D. For those, therefore, that are left to the working of their own will and their own righteousness, the rhetorical question, “What will become of the ungodly and the sinner?’ has awesome dimensions.

 

IV. Live in Trust – 4:19

A. Suffering according to God’s will.

The primary idea, is that we suffer while doing God’s will, by being kind, working with integrity, and maintaining a lively witness for the gospel. Implied is that his people will not be immune to such suffering but according to his own ordinance, for their sanctification and his glory, they will suffer while doing good.

B. We entrust our souls to a faithful creator.

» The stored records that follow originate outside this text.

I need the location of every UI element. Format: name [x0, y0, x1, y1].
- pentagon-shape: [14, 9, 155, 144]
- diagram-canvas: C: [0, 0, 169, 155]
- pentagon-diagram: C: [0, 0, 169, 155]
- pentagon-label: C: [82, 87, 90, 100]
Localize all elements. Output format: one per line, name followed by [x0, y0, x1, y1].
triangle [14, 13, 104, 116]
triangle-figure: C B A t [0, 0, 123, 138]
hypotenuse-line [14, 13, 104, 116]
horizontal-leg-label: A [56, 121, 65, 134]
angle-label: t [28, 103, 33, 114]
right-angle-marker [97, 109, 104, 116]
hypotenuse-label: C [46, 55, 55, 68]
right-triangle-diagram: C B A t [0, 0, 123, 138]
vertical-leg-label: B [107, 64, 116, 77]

In doing good while suffering, our testimony is that we do not question God, we do not develop a bitterness of spirit, and we consent to God’s purpose maintained in his very reason for creation that his glorious attributes will be revealed more fully through our suffering than apart from it. Of course, we submit ourselves to him as our redeemer and preserver, but Peter calls on us to commit ourselves to him as the creator, who has created with a view to manifesting himself in these very things. The clay will not say to the potter, “Why hast thou made me thus?”

 

 

Poem

It should not surprise us when the darkness hides from light,
Nor when evil resists goodness, nor when wrong opposes right.
So those who love salvation as it found them through the cross
Can know that those who love their sin will fight against its loss.
God tests you by these fiery darts,
To build your hope and cleanse your hearts.

If Christ has suffered so should we for this is God’s design.
To cherish glory with the Lord earth’s favors we resign.
Bear insults for the name of Christ for by its pow’r we’re blessed.
In it true purity and hope and heaven on you rest.
Suffer for tat name of glory
Who will close sin’s fatal story.

The gospel only brings salvation through Christ’s bloody death.
Our sins he took, our wrath he suffered in its depth and breadth.
In righteousness He purged hell’s fury, wrestling it alone.
Who comes not through the Son’s pure passion face this on their own.
If through such turmoil heaven’s gained,
What place has unbelief attained?

When for God’s name you suffer, therefore, know it is God’s will.
His Son has suffered and His sons must follow Calvary’s hill.
As Creator His decree unfolds His sovereign glory.
The counsel of His will determined all redemption’s story.
Commit yourself to His sure will;
In pain or joy you trust Him still.

Tom has most recently served as the Professor of Historical Theology at The Southern Baptist Theological Seminary. He previously taught at Trinity Evangelical Divinity School where he was Professor of Church History and Chair of the Department of Church History. Prior to that, he taught at Southwestern Baptist Theological Seminary and Mid-America Baptist Theological Seminary. Along with numerous journal articles and scholarly papers, Dr. Nettles is the author and editor of fifteen books. Among his books are By His Grace and For His Glory; Baptists and the Bible, James Petigru Boyce: A Southern Baptist Statesman, and Living by Revealed Truth: The Life and Pastoral Theology of Charles H. Spurgeon.